High-Level Background:
My workplace has been around for decades and many of the employees here likewise. I joined earlier this year but have plenty of experience elsewhere.
I taught myself Git in my first job way back when, which was essentially a 2-man project. I screwed up many things and practiced many things, so I come from the school of hard knocks. As I wrote in an email to some of the department heads
[…] I am not a git expert. For better or worse, though, in this company I am :\ […]
We just switched to Git/Bitbucket from a more antiquated source control (one that locked files, copied files, etc). Most people (and old-timers) are acclimating to the new protocols and I and a few others are helping where we can.
The Guy I am Dealing With:
There's one dude, an older guy, who is a curmudgeon. I get along well with him but he's a tough nut to crack. he doesn't want to learn new things, he wants it to be simple. This is not a dumb guy, btw, he has been programming in C++ since it was released and, among other things, he wrote the driver we use to connect to our DB from our product (from scratch). A lot of the code he works on is his own stuff, essentially libraries that other departments use, although enough of his work is within shared code files that others modify as well.
He's accepted that I know what I'm talking about but he's an old dog; the concept of Git being "diff"-based vs actual file has usage scenarios he doesn't want learn, like creating new branches. He wants a simple procedure.
In my defense, I am a pretty good teacher. I have worked with a number of the other employees and they seem to get it now and are firing away at their code using Git/Bitbucket.
What He Wants:
Back to the curmudgeon, he wants ONE branch to work on. He doesn't want to checkout new branches, switch branches, he doesn't want to know about branches. He wants that he does his work, commits, does a pull request, and continues his work.
This is just one guy, most people in the company are willing to change. I have sat with him for probably around 5-6 hours in total over the last week. I enjoy it because we respect each other, and I also consider it my company duty as I am the best equipped here to do that (many find him tough to talk to so he kinda works in his own bubble, plus not many here have the comfort level with Git that I do). Additionally, he has wrapped his mind around some of the core fundamentals of Git, like staging, local vs remote, etc.
Although not ideal, would it be a "good enough" workaround if every so often, he merges from the master branch into his own and just works on his one branch for the foreseeable future? Hopefully I can incrementally get him to be a good "Gitizen" over time. At worst, the guy's likely to retire in a few years.
Is this workaround a ticking time bomb? Will it screw up the master-branch's history (this is assuming all merge-conflicts are resolved correctly; something not a problem for him)?
To git
, there is no necessity to delete a feature branch after it has been merged back. Especially if that feature branch merged master directly before being merged into master itself. The tips of the two branches will be (almost) identical after the merge back, so the basis for the future development as perceived by git
is also the same. (What is a "feature" branch, anyways? All I see is parent commits...)
Whether your old hand continues working on the merged-back branch, or branches a new one off master
, does not really make much of a difference. The difference would simply be the commit at which the new work attaches, and, most importantly, the name of the branch.
Actually, this is one of the key advantages of git
: Older versioning systems like SVN had quite some trouble with handling merge-backs, making it impossible to make more use of a branch after it had been reintegrated into its source branch.
To git
, all commits on all branches look the same, and it does not care what branch name is attached to which commit. When git
merges two branches, it simply determines the common base state of the repo, and merges the two change sets to that base state. The commit graph only helps it to determine the common base state, which is typically the commit from which a feature branch was started, or from which it pulled last, but it can also be the commit that master
pulled from the feature branch. (What was a feature branch, anyways?!?)
It depends, assuming his branch would be "master" (otherwise someone else merging his branch will have headaches)
It certainly would work, but with a toll. Different workflows for same project, more difficult analysing of features afterwards, some harder to track merge errors (yes they will happen, regardless on how diligent the dev is).
I'm sure the C++ guy with decades of experience knows his stuff and his tools almost work in magic harmony with his fingertips. So from his point of view, git is not helping him to perform better but is a hindrance. Only helpful for people with less knowhow than him, forcing the pro to change the almost perfect workflow for people who are not anywhere near it. It could be helful to remind him and yourself that you are not trying to help him, but need his help for the team/company/project as a whole.
Bottomline is, depending on amount of devs, frequency of changes, probability of parallel work on different features it's either almost impossible or a lot of time wasted which instead could have been put in new features.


Exactly the lines from the line with "Locate an element" through the final line of the records below, both ends included, are to be set down. Do not include pictures.

(Records from a data source)
=== Section Start ===
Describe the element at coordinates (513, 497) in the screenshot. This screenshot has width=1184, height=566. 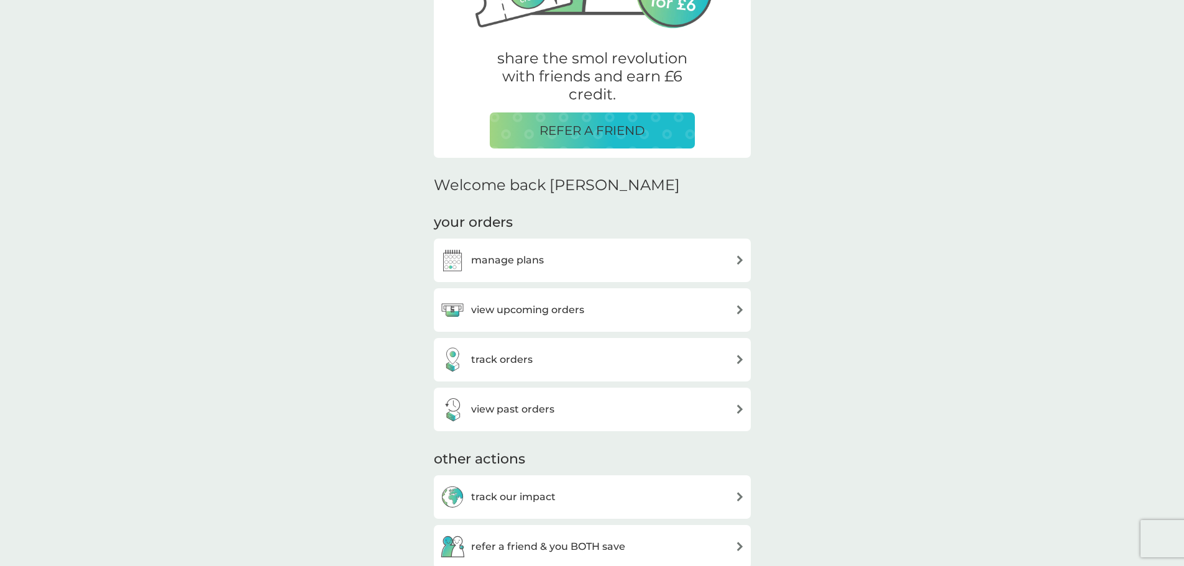
I see `h3: track our impact` at that location.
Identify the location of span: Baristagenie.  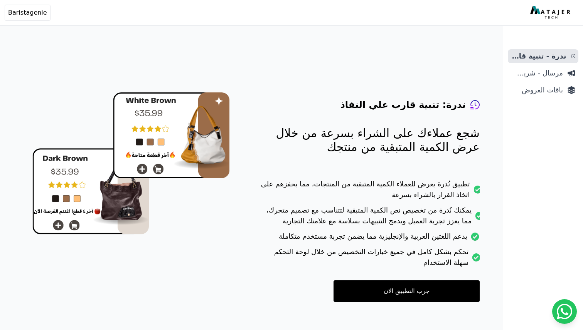
(27, 13).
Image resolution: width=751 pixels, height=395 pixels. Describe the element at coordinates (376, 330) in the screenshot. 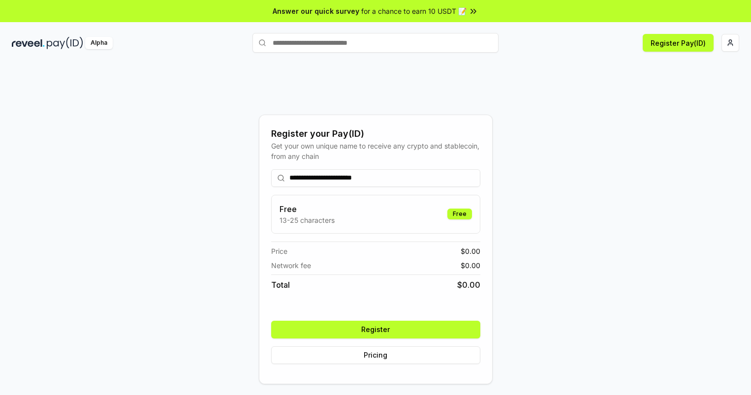

I see `button: Register` at that location.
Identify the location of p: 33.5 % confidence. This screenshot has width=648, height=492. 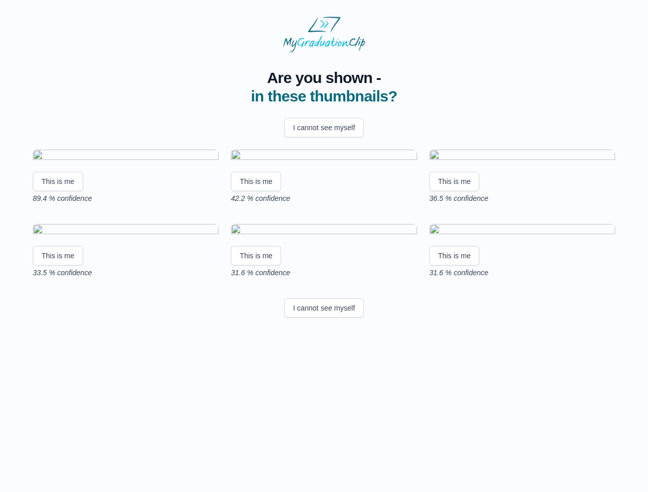
(126, 273).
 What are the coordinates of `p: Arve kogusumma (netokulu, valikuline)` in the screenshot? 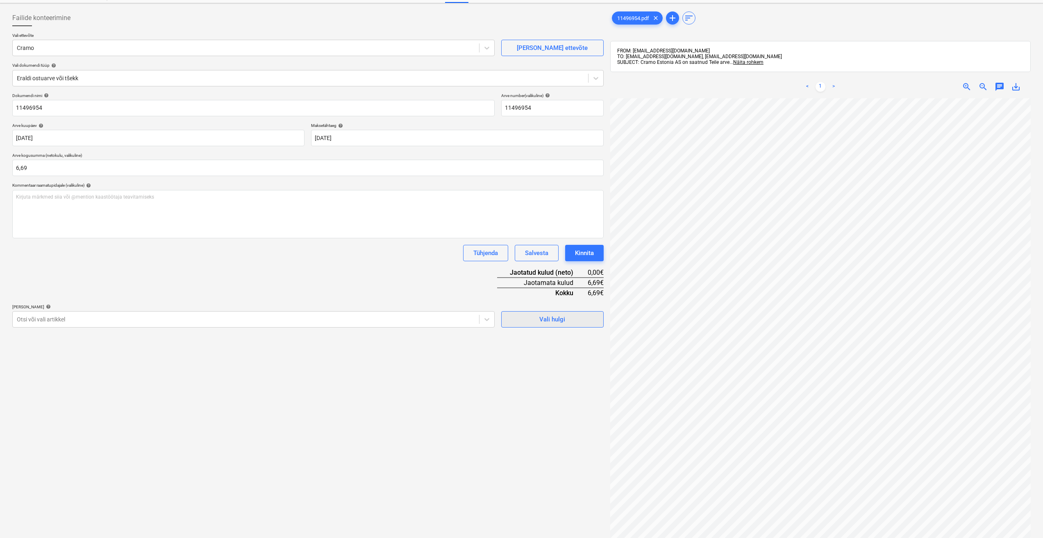 It's located at (308, 156).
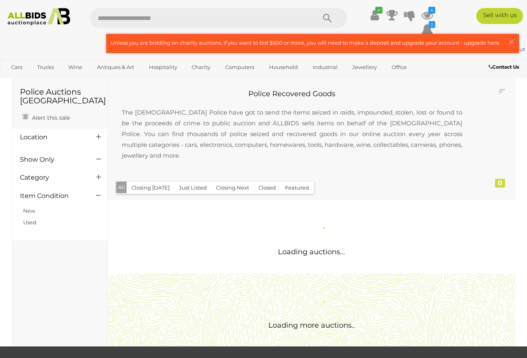  I want to click on span: Loading auctions..., so click(312, 252).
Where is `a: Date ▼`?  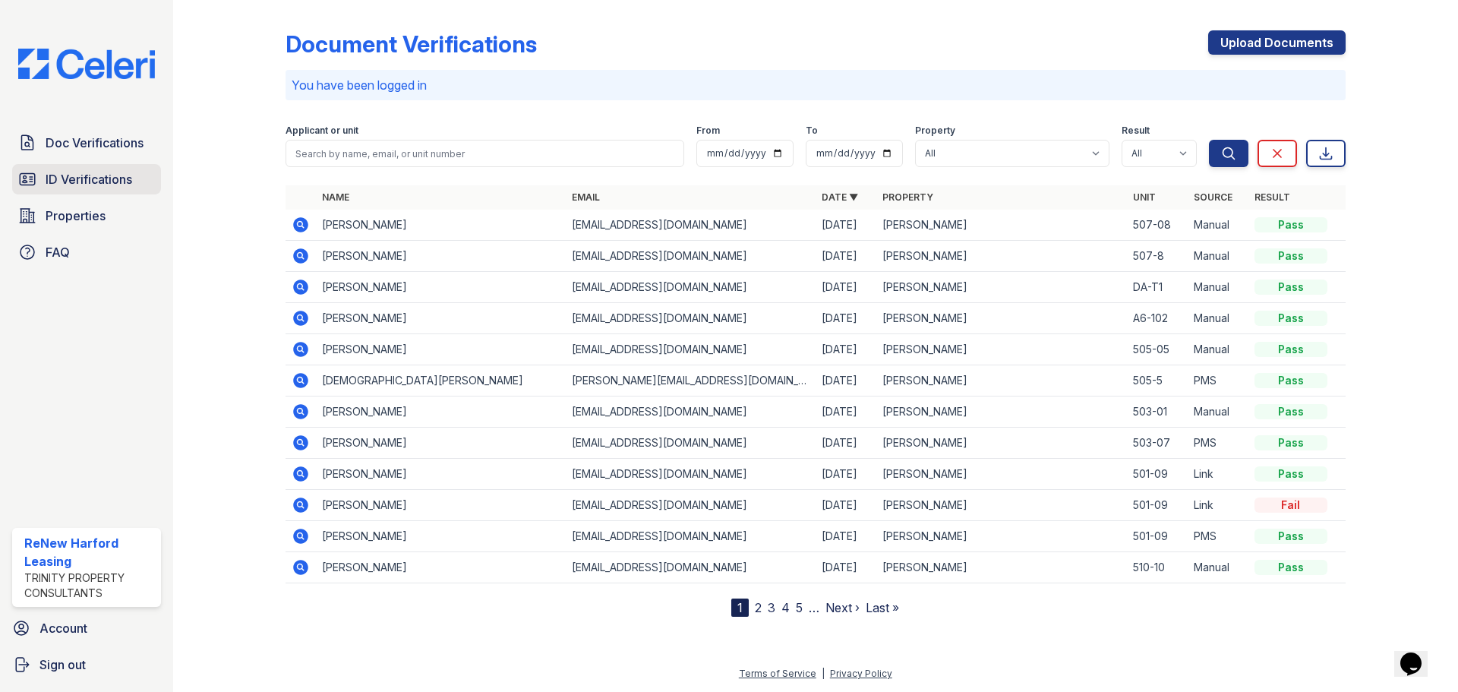 a: Date ▼ is located at coordinates (840, 197).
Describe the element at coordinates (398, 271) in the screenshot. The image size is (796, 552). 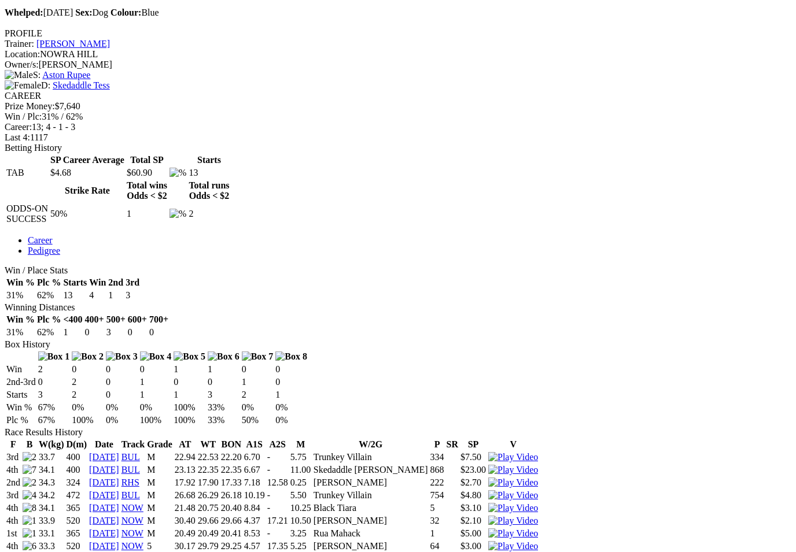
I see `div: Win / Place Stats` at that location.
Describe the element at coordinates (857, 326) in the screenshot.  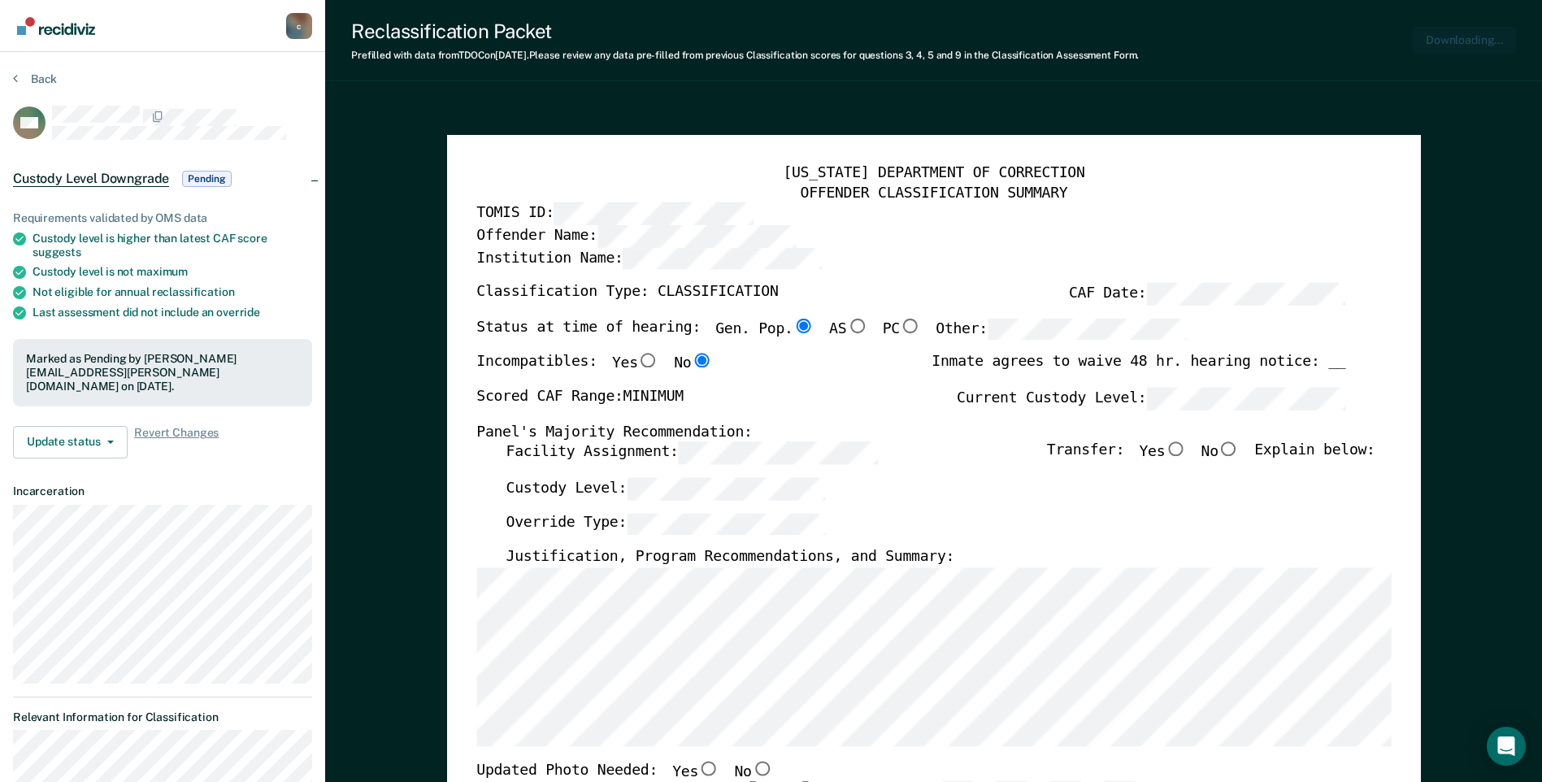
I see `input: AS` at that location.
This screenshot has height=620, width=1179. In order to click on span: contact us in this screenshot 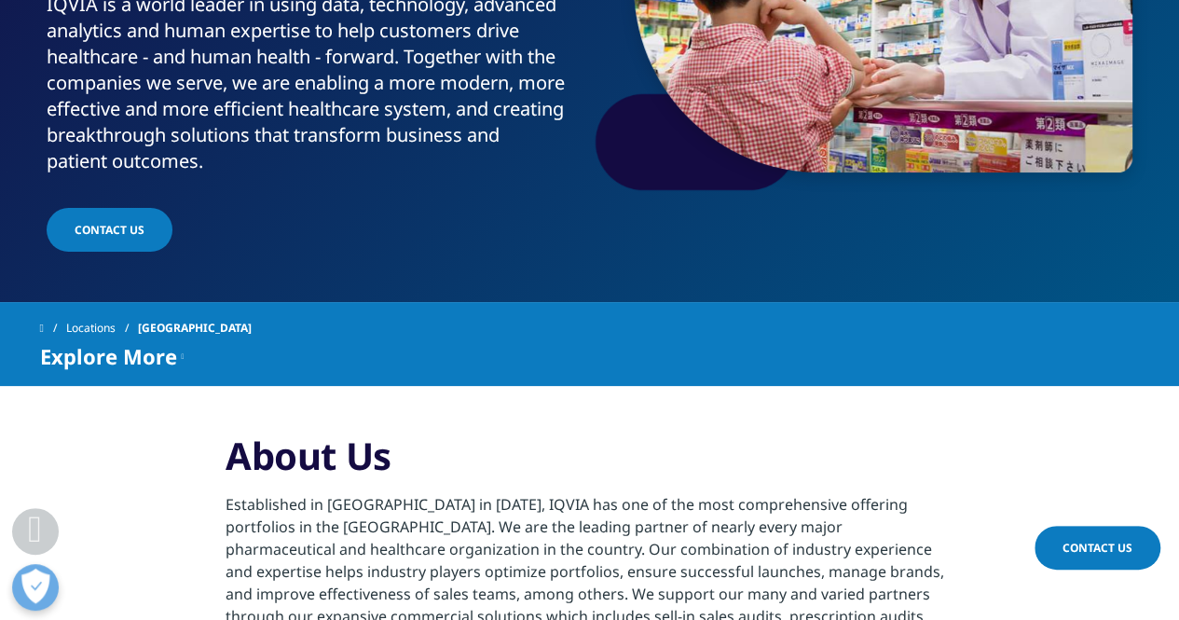, I will do `click(109, 229)`.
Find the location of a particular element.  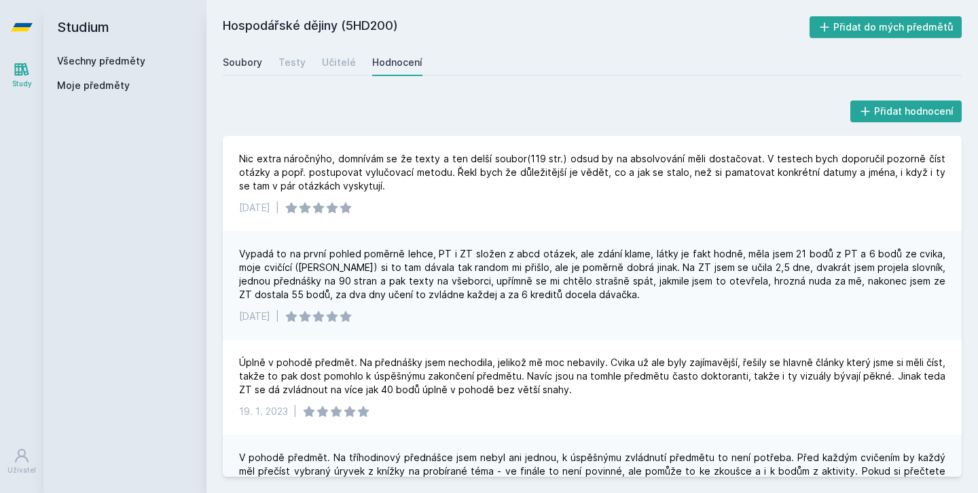

div: Uživatel is located at coordinates (22, 470).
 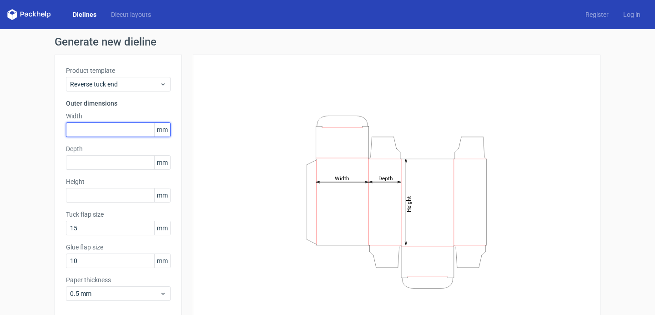 I want to click on span: 0.5 mm, so click(x=115, y=293).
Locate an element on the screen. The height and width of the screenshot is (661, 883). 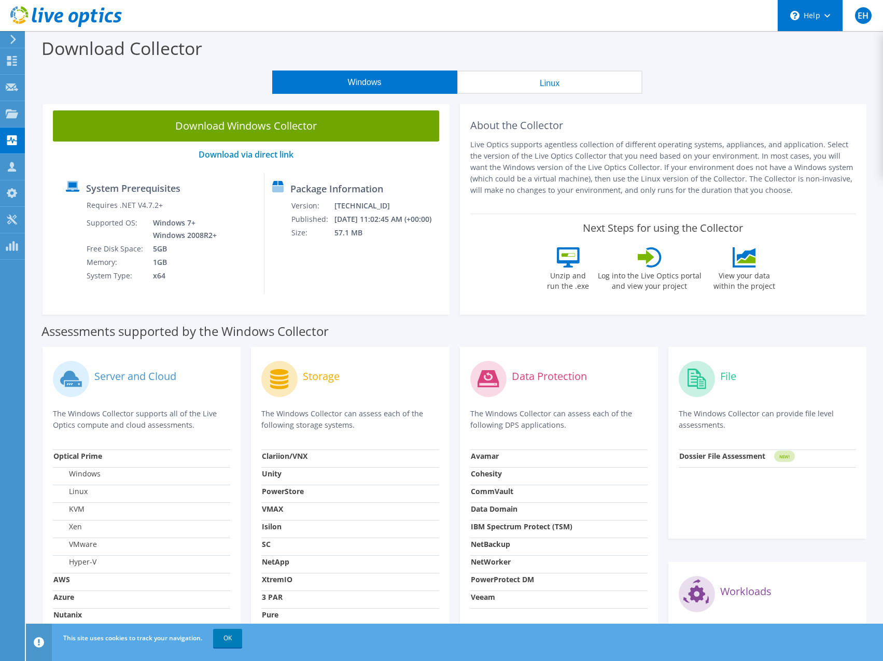
svg: \n is located at coordinates (795, 16).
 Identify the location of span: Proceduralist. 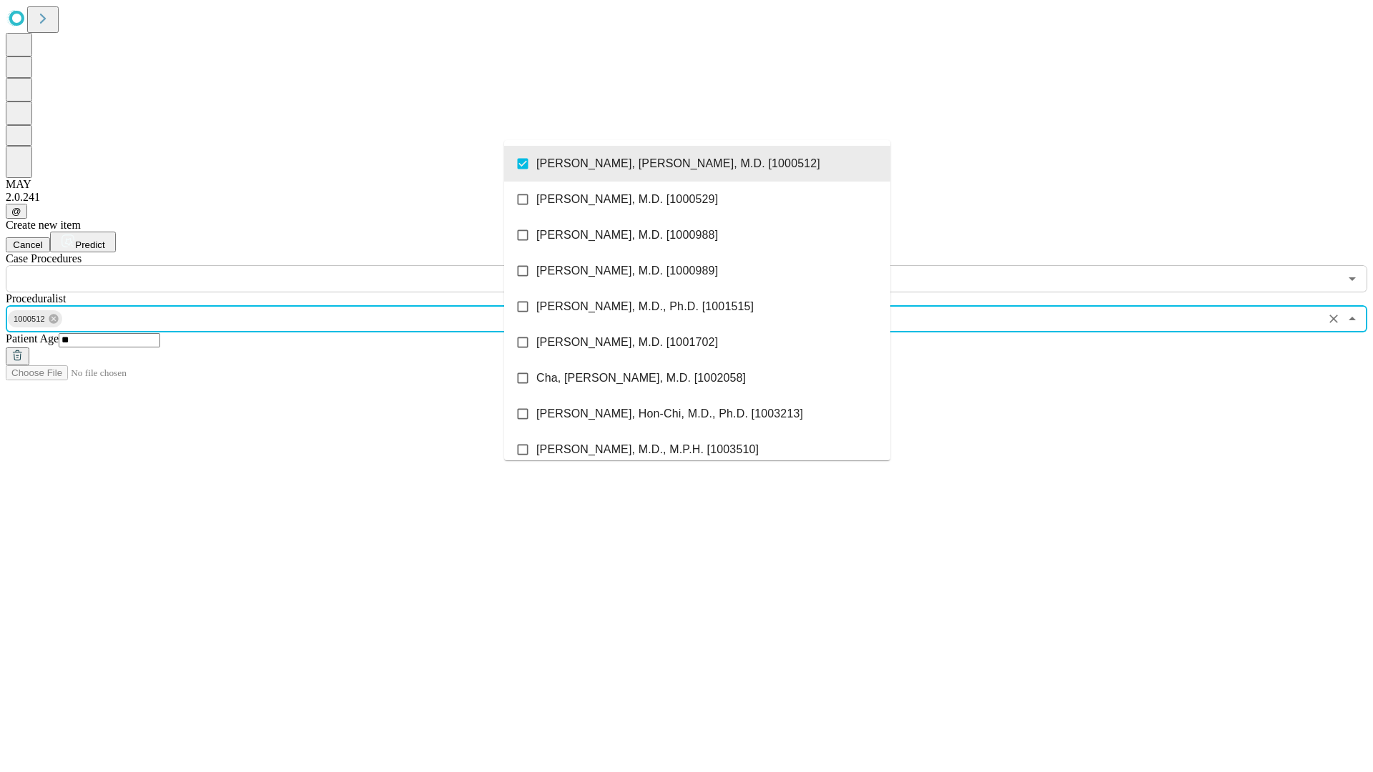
=== Section End ===
** ANSWER AREA **
Locate an element on the screen. The height and width of the screenshot is (661, 883). 
svg: \n is located at coordinates (795, 16).
 Identify the location of span: Proceduralist. 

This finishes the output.